Sequencing a Genome: the video

Have you ever wondered how people actually go about sequencing a genome?

If they're sequencing a chicken genome, do they raise chickens in the lab and get DNA from the eggs? Does the DNA sequence come out in one piece? Why is there so much talk about computers? What are Phred, Phrap, and Consed? What is the Golden Path?

Wonder no more!

You too, can take a virtual tour of the Washington University Genome Center.

I found this really excellent series of short videos that follows two genetics students, Libby and Bryce, as they meet on the bus to the Genome Center and learn about all the steps involved in sequencing a genome.

A kindly tour guide takes Libby and Bryce through an amazing number of core labs, where they see all (or at many) of the steps involved in large scale sequencing. Gallons of media get made. Robots pick colonies of bacteria and inoculate broth. Capillary tubes transport sequencing reactions into genetic analyzers and they see lots of people sitting in front of computers. All with the goal of generating sequence DNA.

The videos present the steps quite nicely and there a number of short animations to help visualize concepts such as growing E. coli that contain BACS (Bacterial Artificial Chromosomes), restriction mapping, and PCR.

Not only are these videos helpful for students who want to learn about biotechnology, these videos are helpful for bioinformatics groups and software companies like ours. Although some of us grew up sequencing DNA, many of the programmers and software engineers at Geospiza, did not. We often send new programmers on field trips to a local genome center so they can learn what technicians do. Now, we can also refer developers to the genome video to see where the samples go and learn how people work with all those robots.

I like this video, too, because it shows scientific careers that do not require a Ph.D. All too often, people think the only jobs in science involve heading up a laboratory, and they forget that industrial-scale science requires many different kinds of abilities and offers several different opportunities. In fact, a large number of the people working in facilities like genome centers have bachelor's degrees or 2-year degrees from community college biotechnology programs.

Even if you've done some sequencing yourself, it's still interesting to see how the Wash. U. genome center has turned DNA sequencing into an industrial scale process.

I, for one, never knew that so many genome technicians wore baseball caps at work.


## ASSIGNMENT:
The full listing should be written out verbatim, and its images should be dropped.

## EXERCISE INPUT:

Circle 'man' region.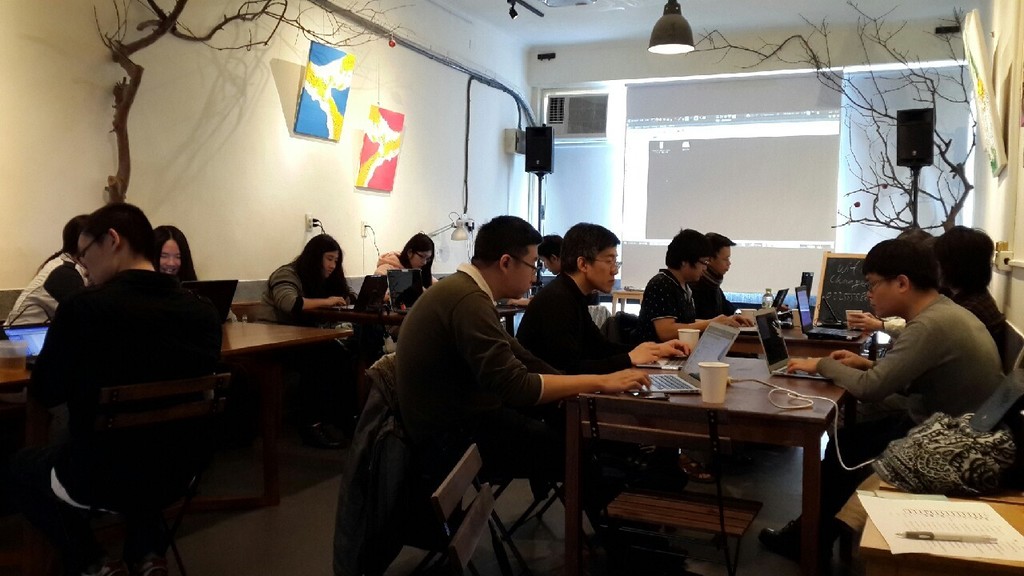
Region: BBox(753, 234, 994, 572).
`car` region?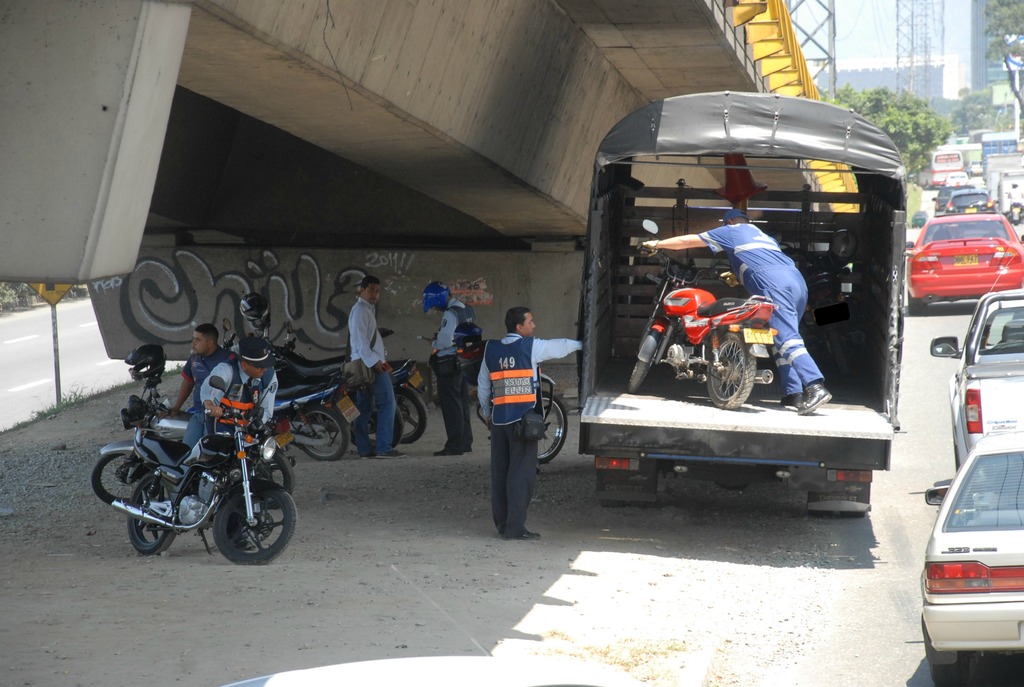
BBox(930, 184, 954, 208)
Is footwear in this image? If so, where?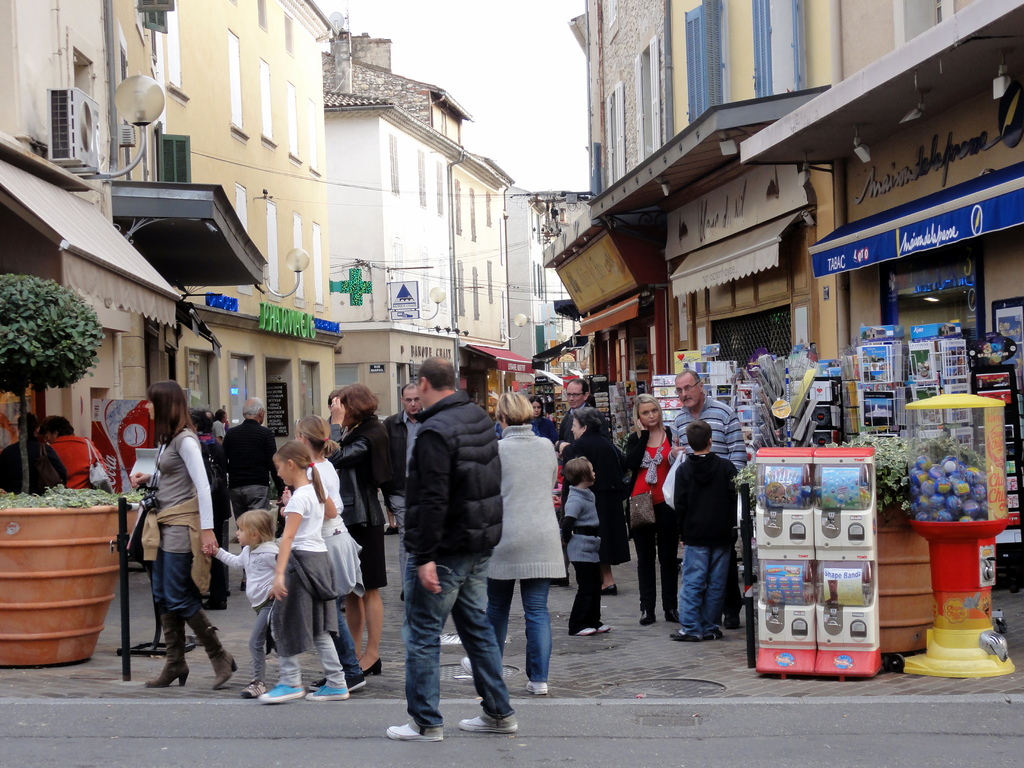
Yes, at locate(579, 625, 609, 631).
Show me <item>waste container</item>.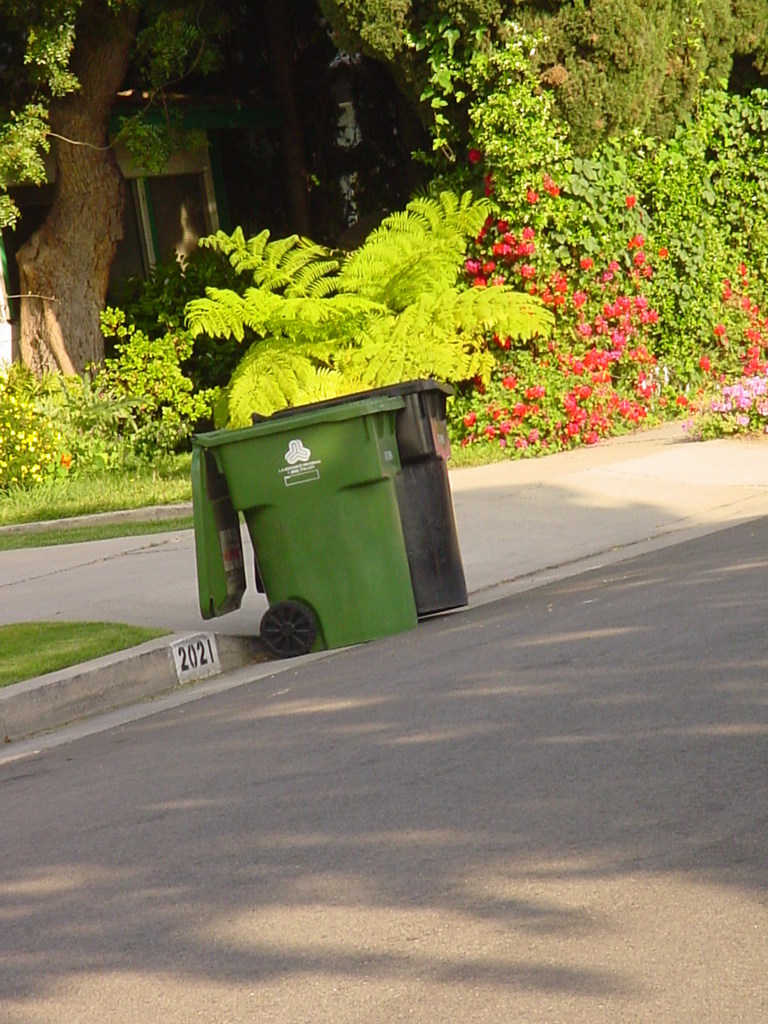
<item>waste container</item> is here: region(262, 368, 460, 620).
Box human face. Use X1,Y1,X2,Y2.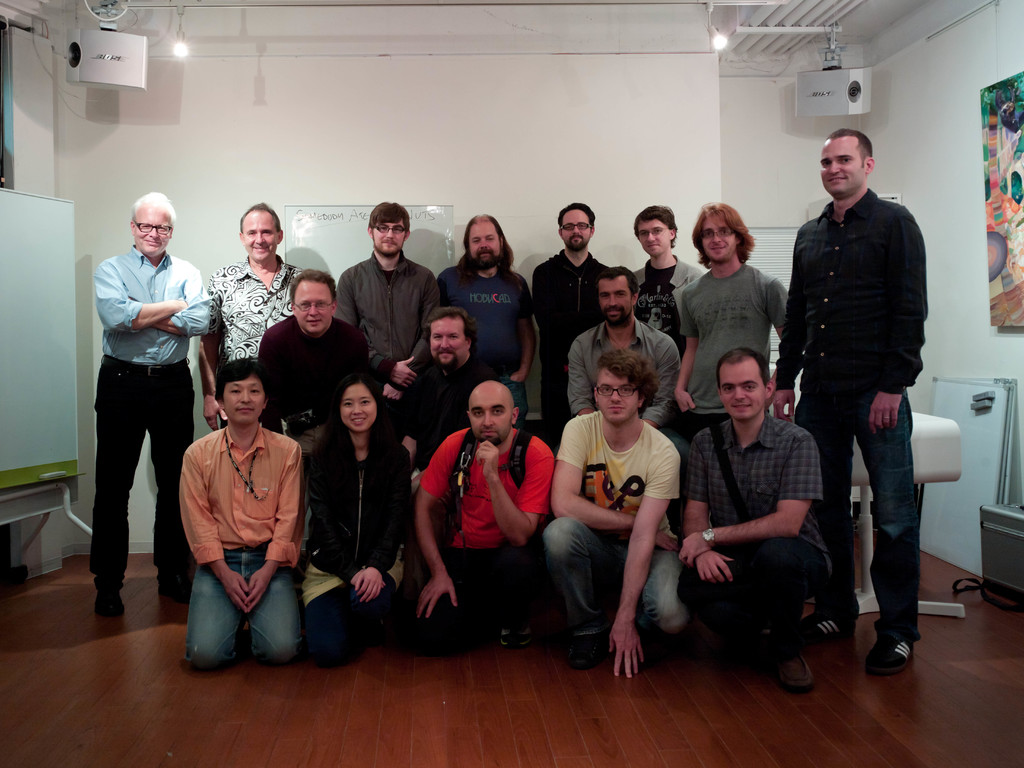
225,374,264,425.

## WRITTEN REPLY:
Circle 'man' region.
Region: BBox(753, 234, 994, 572).
`car` region?
BBox(930, 184, 954, 208)
Is footwear in this image? If so, where?
Yes, at locate(579, 625, 609, 631).
Show me <item>waste container</item>.
<item>waste container</item> is here: region(262, 368, 460, 620).
Box human face. Use X1,Y1,X2,Y2.
225,374,264,425.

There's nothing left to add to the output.